Stonebraker et al., "C-Store: A Column-oriented DBMS" (2005)The seminal column store paper. Became Vertica.
Dong et al., "Optimizing Space Amplification in RocksDB" (2017)RocksDB's compaction strategies explained by Facebook engineers.
Kraska et al., "The Case for Learned Index Structures" (2018)The provocative paper on replacing B-trees with ML models.
Lu et al., "WiscKey: Separating Keys from Values in SSD-Conscious Storage" (2016)Reducing LSM write amplification by 10x — keys in LSM, values in a separate log.
Malviya et al., "Rethinking Main Memory OLTP Recovery" (2014)How VoltDB achieves durability without traditional WAL — command logging instead.
Abadi et al., "The Design and Implementation of Modern Column-Oriented Databases" (2013)Comprehensive survey of column store techniques by a C-Store/Vertica co-inventor.

The Big Picture

Everything in this chapter comes down to one sentence: different access patterns demand different storage layouts. There is no universal "best" storage engine, just as there is no universal "best" data structure. A hash map is perfect for key lookups, terrible for sorted iteration. A sorted array is perfect for binary search, terrible for insertions. Storage engines are the same — each is optimized for a specific workload pattern.

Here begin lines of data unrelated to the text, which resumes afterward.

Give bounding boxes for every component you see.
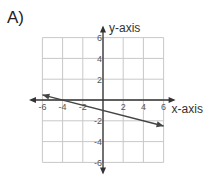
- y-tick-label: -2: [94, 116, 102, 126]
- x-axis-label: x-axis: [172, 102, 203, 116]
- y-axis-arrow-up-icon: [100, 26, 106, 33]
- x-tick-label: 2: [121, 102, 126, 112]
- x-tick-label: -2: [79, 102, 87, 112]
- y-tick-label: 2: [97, 75, 102, 85]
- y-axis-arrow-down-icon: [100, 167, 106, 174]
- y-axis-label: y-axis: [109, 21, 140, 35]
- y-tick-label: 6: [97, 33, 102, 43]
- y-tick-label: -4: [94, 137, 102, 147]
- x-tick-label: 6: [161, 102, 166, 112]
- x-axis-arrow-left-icon: [29, 97, 36, 103]
- x-tick-label: 4: [141, 102, 146, 112]
- x-tick-label: -4: [59, 102, 67, 112]
- y-tick-label: 4: [97, 54, 102, 64]
- coordinate-plane: -6-4-2246642-2-4-6 x-axis y-axis: [0, 0, 210, 178]
- axes: [29, 26, 176, 175]
- x-tick-label: -6: [38, 102, 46, 112]
- y-tick-label: -6: [94, 158, 102, 168]
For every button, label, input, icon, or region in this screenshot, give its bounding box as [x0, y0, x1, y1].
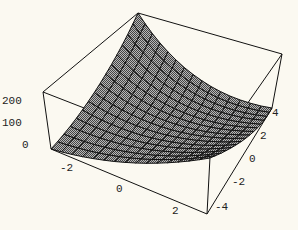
y-tick: -2 — [232, 176, 245, 188]
y-tick: 2 — [260, 130, 267, 142]
x-tick: 0 — [116, 183, 123, 195]
y-tick: 4 — [272, 107, 279, 119]
z-axis-ticks: 200 100 0 — [2, 95, 29, 151]
x-axis-ticks: -2 0 2 — [60, 162, 179, 217]
surface-mesh — [51, 13, 272, 163]
surface-plot-3d: 200 100 0 -2 0 2 -4 -2 0 2 4 — [0, 0, 298, 230]
y-tick: 0 — [249, 153, 256, 165]
z-tick: 200 — [2, 95, 22, 107]
z-tick: 100 — [2, 117, 22, 129]
x-tick: 2 — [172, 205, 179, 217]
y-tick: -4 — [215, 201, 229, 213]
z-tick: 0 — [22, 139, 29, 151]
x-tick: -2 — [60, 162, 73, 174]
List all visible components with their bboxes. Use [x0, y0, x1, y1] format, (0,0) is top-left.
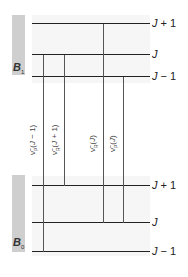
upper-level-label-j-plus-1: J + 1: [152, 17, 176, 29]
lower-state-band: [32, 176, 150, 256]
upper-level-j-minus-1: [32, 76, 150, 77]
upper-state-label: B1: [13, 61, 24, 75]
transition-label-p-j: ν̃P(J): [108, 135, 119, 152]
upper-level-j: [32, 54, 150, 55]
lower-level-j-plus-1: [32, 185, 150, 186]
transition-label-r-j: ν̃R(J): [88, 135, 99, 152]
transition-line-p-j: [123, 77, 124, 223]
lower-level-label-j: J: [152, 216, 158, 228]
upper-level-label-j: J: [152, 48, 158, 60]
transition-label-p-j-minus-1: ν̃P(J − 1): [28, 125, 39, 155]
lower-level-j: [32, 222, 150, 223]
transition-line-p-j-minus-1: [43, 55, 44, 252]
transition-line-r-j-plus-1: [64, 55, 65, 186]
upper-level-j-plus-1: [32, 23, 150, 24]
lower-level-label-j-plus-1: J + 1: [152, 179, 176, 191]
lower-level-j-minus-1: [32, 251, 150, 252]
transition-label-r-j-plus-1: ν̃R(J + 1): [50, 124, 61, 155]
transition-line-r-j: [103, 24, 104, 223]
upper-level-label-j-minus-1: J − 1: [152, 70, 176, 82]
upper-state-band: [32, 15, 150, 83]
lower-level-label-j-minus-1: J − 1: [152, 245, 176, 257]
lower-state-label: B0: [13, 236, 24, 250]
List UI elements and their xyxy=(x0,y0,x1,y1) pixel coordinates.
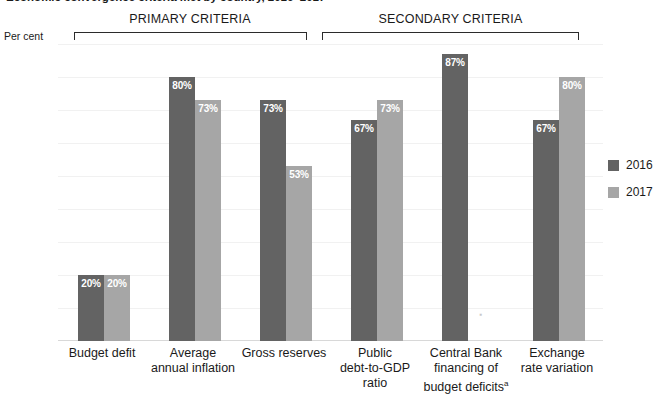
bar-group-central-bank-financing: 87% ▪ xyxy=(442,44,494,341)
legend-label-2017: 2017 xyxy=(626,185,653,199)
legend-swatch-2016 xyxy=(608,160,619,171)
bar-value-label: 73% xyxy=(377,103,403,114)
x-label-line3: budget deficits xyxy=(423,380,504,394)
legend-item-2017[interactable]: 2017 xyxy=(608,185,653,199)
legend-swatch-2017 xyxy=(608,187,619,198)
chart-root: Economic convergence criteria met by cou… xyxy=(0,0,663,398)
bar-value-label: 80% xyxy=(559,80,585,91)
bar-value-label: 73% xyxy=(195,103,221,114)
plot-area: 90 80 70 60 50 40 30 20 10 0 20% 20% 80%… xyxy=(58,44,603,341)
bar-group-gross-reserves: 73% 53% xyxy=(260,44,312,341)
x-label-line1: Exchange xyxy=(499,346,615,361)
bracket-label-secondary: SECONDARY CRITERIA xyxy=(322,12,579,26)
bar-value-label: 80% xyxy=(169,80,195,91)
bar-2017-average-annual-inflation[interactable]: 73% xyxy=(195,100,221,341)
x-axis-baseline xyxy=(58,340,603,341)
chart-title: Economic convergence criteria met by cou… xyxy=(6,0,566,5)
bar-2016-central-bank-financing[interactable]: 87% xyxy=(442,54,468,341)
bar-2017-gross-reserves[interactable]: 53% xyxy=(286,166,312,341)
bar-2017-zero-marker: ▪ xyxy=(468,310,494,319)
bar-group-public-debt-to-gdp-ratio: 67% 73% xyxy=(351,44,403,341)
x-label-line3-wrap: budget deficitsa xyxy=(408,376,524,395)
bar-value-label: 87% xyxy=(442,57,468,68)
bar-value-label: 67% xyxy=(351,123,377,134)
bar-group-average-annual-inflation: 80% 73% xyxy=(169,44,221,341)
x-label-line2: annual inflation xyxy=(135,361,251,376)
y-axis-unit-label: Per cent xyxy=(4,30,43,42)
bar-group-budget-defit: 20% 20% xyxy=(78,44,130,341)
bar-2017-exchange-rate-variation[interactable]: 80% xyxy=(559,77,585,341)
bar-group-exchange-rate-variation: 67% 80% xyxy=(533,44,585,341)
bar-2017-public-debt-to-gdp-ratio[interactable]: 73% xyxy=(377,100,403,341)
bracket-label-primary: PRIMARY CRITERIA xyxy=(74,12,306,26)
legend-label-2016: 2016 xyxy=(626,158,653,172)
x-label-line2: rate variation xyxy=(499,361,615,376)
bar-2016-average-annual-inflation[interactable]: 80% xyxy=(169,77,195,341)
footnote-marker: a xyxy=(504,379,508,388)
legend-item-2016[interactable]: 2016 xyxy=(608,158,653,172)
bar-value-label: 67% xyxy=(533,123,559,134)
chart-legend: 2016 2017 xyxy=(608,158,653,212)
bar-value-label: 20% xyxy=(104,278,130,289)
bar-value-label: 73% xyxy=(260,103,286,114)
bar-value-label: 20% xyxy=(78,278,104,289)
bracket-secondary xyxy=(322,32,579,40)
bracket-primary xyxy=(74,32,307,40)
bar-2016-public-debt-to-gdp-ratio[interactable]: 67% xyxy=(351,120,377,341)
bar-2016-exchange-rate-variation[interactable]: 67% xyxy=(533,120,559,341)
bar-2016-budget-defit[interactable]: 20% xyxy=(78,275,104,341)
bar-value-label: 53% xyxy=(286,169,312,180)
bar-2016-gross-reserves[interactable]: 73% xyxy=(260,100,286,341)
bar-2017-budget-defit[interactable]: 20% xyxy=(104,275,130,341)
x-label-exchange-rate-variation: Exchange rate variation xyxy=(499,346,615,376)
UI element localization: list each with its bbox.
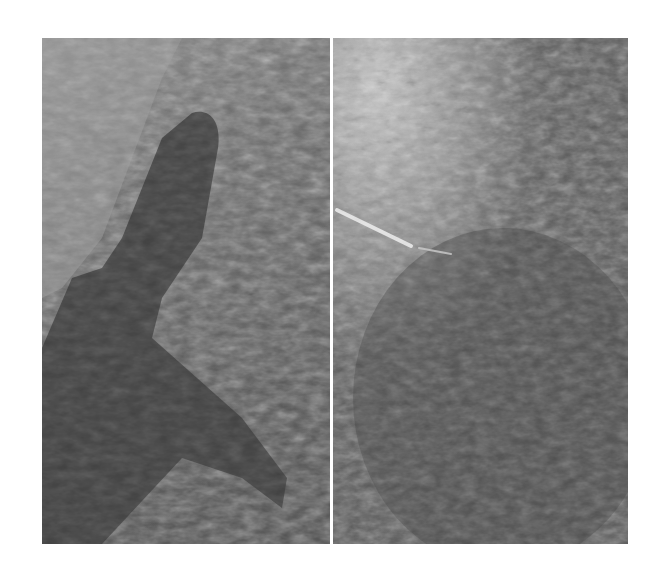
- left-photo-image: [42, 38, 330, 544]
- right-photo-panel: [333, 38, 628, 544]
- image-figure: [42, 38, 628, 544]
- right-photo-image: [333, 38, 628, 544]
- left-photo-panel: [42, 38, 330, 544]
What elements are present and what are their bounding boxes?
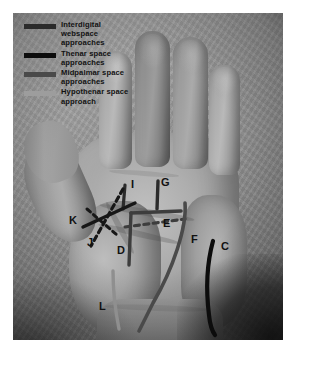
legend-label-midpalmar: Midpalmar space approaches [61,68,124,86]
legend-item-interdigital: Interdigital webspace approaches [24,20,142,48]
legend-item-thenar: Thenar space approaches [24,49,142,67]
legend-label-interdigital: Interdigital webspace approaches [61,20,105,48]
figure-root: I G K J D E F C L Interdigital webspace … [0,0,315,382]
legend-item-hypothenar: Hypothenar space approach [24,87,142,105]
marker-label-L: L [99,301,106,312]
legend-swatch-interdigital [24,24,56,29]
marker-label-K: K [69,215,77,226]
marker-label-G: G [161,177,170,188]
legend-swatch-hypothenar [24,91,56,96]
marker-label-F: F [191,234,198,245]
legend-item-midpalmar: Midpalmar space approaches [24,68,142,86]
legend-swatch-midpalmar [24,72,56,77]
legend: Interdigital webspace approaches Thenar … [24,20,142,107]
marker-label-C: C [221,241,229,252]
legend-label-hypothenar: Hypothenar space approach [61,87,128,105]
marker-label-I: I [131,179,134,190]
marker-label-J: J [87,237,93,248]
marker-label-D: D [117,245,125,256]
legend-label-thenar: Thenar space approaches [61,49,111,67]
marker-label-E: E [163,218,170,229]
legend-swatch-thenar [24,53,56,58]
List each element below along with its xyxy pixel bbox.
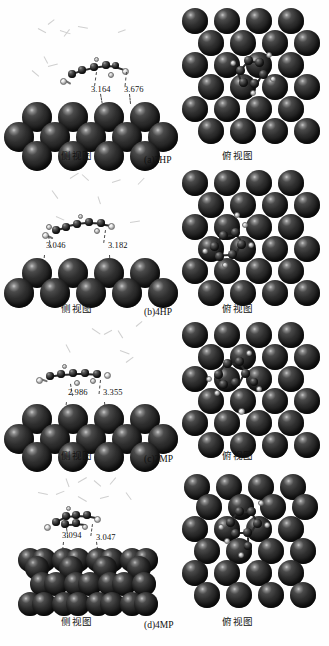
distance-label-1: 2.986 xyxy=(68,387,88,397)
top-view-2mp: 俯视图 xyxy=(178,320,323,472)
panel-2hp: 3.164 3.676 侧视图 xyxy=(0,0,329,168)
side-view-label: 侧视图 xyxy=(61,148,93,162)
side-view-2hp: 3.164 3.676 侧视图 xyxy=(8,0,168,168)
side-view-label: 侧视图 xyxy=(61,448,93,462)
side-view-4hp: 3.046 3.182 侧视图 xyxy=(8,168,168,320)
top-view-label: 俯视图 xyxy=(222,301,254,315)
distance-label-2: 3.047 xyxy=(96,532,116,542)
distance-label-1: 3.046 xyxy=(46,240,66,250)
side-view-2mp: 2.986 3.355 侧视图 xyxy=(8,320,168,472)
top-view-4hp: 俯视图 xyxy=(178,168,323,320)
side-view-label: 侧视图 xyxy=(61,301,93,315)
panel-label-2mp: (c)2MP xyxy=(144,454,173,464)
top-view-2hp: 俯视图 xyxy=(178,0,323,168)
panel-4hp: 3.046 3.182 侧视图 xyxy=(0,168,329,320)
distance-label-2: 3.182 xyxy=(108,240,128,250)
top-view-label: 俯视图 xyxy=(222,448,254,462)
distance-label-1: 3.094 xyxy=(62,530,82,540)
distance-label-2: 3.676 xyxy=(124,84,144,94)
side-view-4mp: 3.094 3.047 xyxy=(8,472,168,632)
cut-off-caption xyxy=(0,637,329,646)
panel-4mp: 3.094 3.047 xyxy=(0,472,329,632)
panel-label-2hp: (a)2HP xyxy=(144,155,171,165)
distance-label-1: 3.164 xyxy=(91,84,111,94)
panel-2mp: 2.986 3.355 侧视图 xyxy=(0,320,329,472)
panel-label-4mp: (d)4MP xyxy=(144,620,174,630)
top-view-4mp: 俯视图 xyxy=(178,472,323,632)
distance-label-2: 3.355 xyxy=(103,387,123,397)
adsorption-configuration-figure: 3.164 3.676 侧视图 xyxy=(0,0,329,646)
top-view-label: 俯视图 xyxy=(222,614,254,628)
top-view-label: 俯视图 xyxy=(222,148,254,162)
panel-label-4hp: (b)4HP xyxy=(144,307,172,317)
side-view-label: 侧视图 xyxy=(61,614,93,628)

The mark of a strong engineer is not memorizing which engine to use when. It is understanding why each engine makes the trade-offs it does, so you can reason about novel situations the way the engine designers did. If you understand that LSM-trees convert random writes into sequential writes by buffering in memory — you can predict that any write-heavy workload benefits. If you understand that B-trees keep data in a single sorted structure — you can predict that they offer better read latency and stronger transaction support. If you understand that column stores skip unnecessary data — you can predict that any analytical query benefits from columnar layout.

The principles are timeless. The specific engines will change. The trade-offs will not.

Implementation Challenges

If you want to cement your understanding, try building these (in order of difficulty):

ChallengeDifficultyWhat You Learn
Implement a Bitcask-style key-value store in Python (as in Ch 9)Easy (2 hours)Append-only logs, in-memory indexing, crash recovery via log replay
Add compaction and segment merging to the Bitcask implementationMedium (4 hours)Background compaction, atomic segment switching, tombstone handling
Implement a memtable with sorted output (red-black tree or skip list)Medium (3 hours)In-memory balanced trees, sorted iteration for SSTable generation
Build a simple SSTable writer and reader with binary searchMedium (4 hours)File format design, binary search on disk, sparse index creation
Implement a Bloom filter and integrate it with your SSTable readerEasy (1 hour)Probabilistic data structures, false positive tuning
Build a complete 2-level LSM-tree (memtable + L0 + compaction)Hard (8 hours)Full LSM lifecycle: write → memtable → flush → compaction → read
Implement a B-tree with page splits on a simulated disk (4KB pages)Hard (8 hours)Page-based storage, split propagation, WAL for crash recovery

Each challenge from the table above can be done in a single file in Python. The goal is not production quality — it is to experience the engineering trade-offs firsthand. You will remember the design decisions much better after fighting with them in code.

A Final Quote

"The task of the database engineer is to bridge an astronomically wide performance gap — a factor of 100,000 between RAM and disk — while providing the illusion that all data is instantly accessible." This gap has existed for 50 years and will exist for 50 more. B-trees, LSM-trees, column stores, and in-memory databases are all different strategies for hiding this gap from applications. Understanding them is understanding the fundamental constraint of all data systems.
Final reflection: A colleague says "Just use PostgreSQL for everything — it is battle-tested and handles any workload." In what scenario is this advice actually correct, and when does it break down?